The long-awaited new X-Men line has hit shelves and fans are falling over themselves with praise for the two flagship titles House of X and Powers of X (pronounced “powers of 10”). With art from Pepe Larraz on House of X, R.B Silva and Adriano Di Benedeto on Powers of X, colors by Marte Gracia, letters by Clayton Cowles, and unifying graphic design by Tom Muller and writer Jonathan Hickman, the first two number ones have been widely well-received. As fans are enjoying deciphering the design-heavy comic trying to unlock its secrets, we’ve uncovered a surreal and strange video from 1977 that might’ve been a huge influence on Powers of X, which hits comic bookshelves today.

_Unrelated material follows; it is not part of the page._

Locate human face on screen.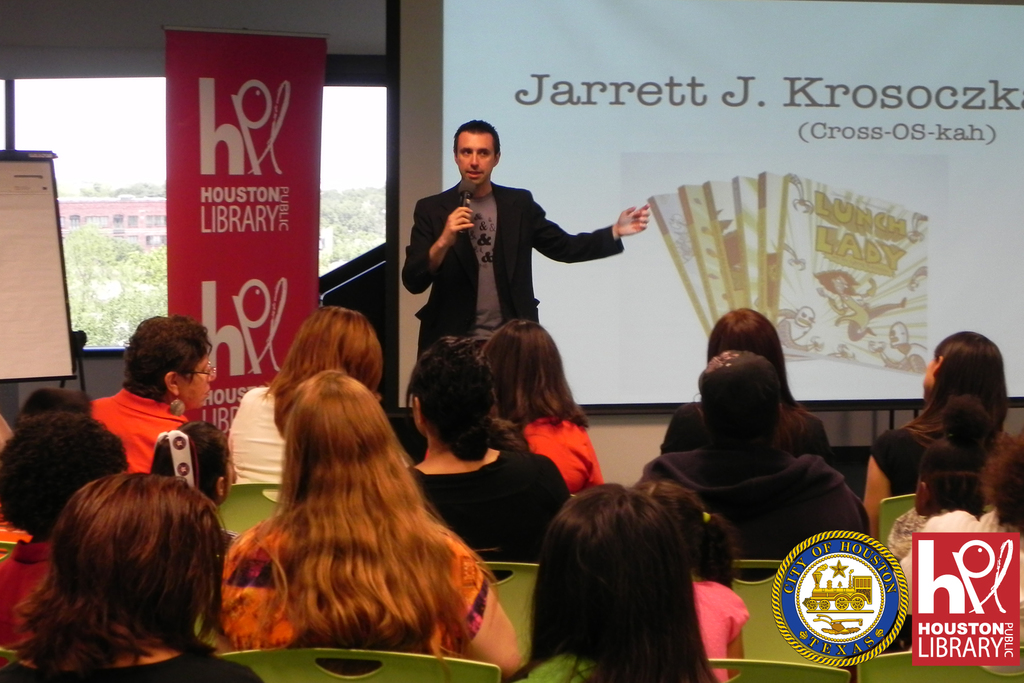
On screen at {"left": 178, "top": 353, "right": 215, "bottom": 409}.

If you’ve ever studied graphic design, fine art, architecture, or furniture design, you may well have been shown this video made by iconic chair designers Charles and Ray Eames. The video, which is called Powers of Ten (sound familiar?), is a trippy exercise in the design idea of the titular power of 10. The Eames’ website describes the theory and video thusly:

“Powers of Ten illustrates the universe as an arena of both continuity and change, of everyday picnics and cosmic mystery. It begins with a close-up shot of a man sleeping near the lakeside in Chicago, viewed from one meter away. The landscape steadily moves out until it reveals the edge of the known universe. Then, at a rate of 10-to-the-tenth meters per second, the film takes us towards Earth again, continuing back to the sleeping man’s hand and eventually down to the level of a carbon atom.”

So what does this have to do with Powers of X aside from the obvious reference in the name? Well, the framing of the first issue is actually centered entirely around the concept from the educational video. The idea of “adding a zero” or moving through time/space at the power of 10 is referenced in the opening as we see a page split by four horizontal panels, each of which showcases a different era from the apparently revised X-timeline. And if you notice, each panel and era goes up by the power of 10, beginning with X-Men Year One, followed by X-Men Year Ten, the X-Men Year One Hundred, and finally X-Men Year One Thousand.

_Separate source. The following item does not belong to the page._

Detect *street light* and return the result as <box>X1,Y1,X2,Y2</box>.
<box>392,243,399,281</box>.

Does a ’70s Educational Video Hold the Key to POWERS OF X?_2

Writer Jonathan Hickman has a background in graphic design and so he’s likely seen this video many times throughout his education and career. He’s also known for creating immersive infographics and graphs, which populate both of the debut issues. So what else can the Powers of Ten video tell us about the potential future of the six-issue X-Men series? Well, the expansive space storytelling of the first issue echoes the first section of the video, which uses the power of 10 to expand the viewer’s vision into the wild epic landscape of space.

So it’s pretty likely that the second issue might revert that, either using the same technique to go even further into the past or perhaps, just like the video, inside the bodies and inner workings of the mutants at the center of the story, especially with the mysterious medicines that Xavier has created as a way to get humankind to recognize the sovereignty of Krakoa and the mutants.

We’ll have to wait until the series is done to truly find out the impact. But for now, have fun watching the Eames’ masterpiece and dissecting just what it could mean for the X-Men.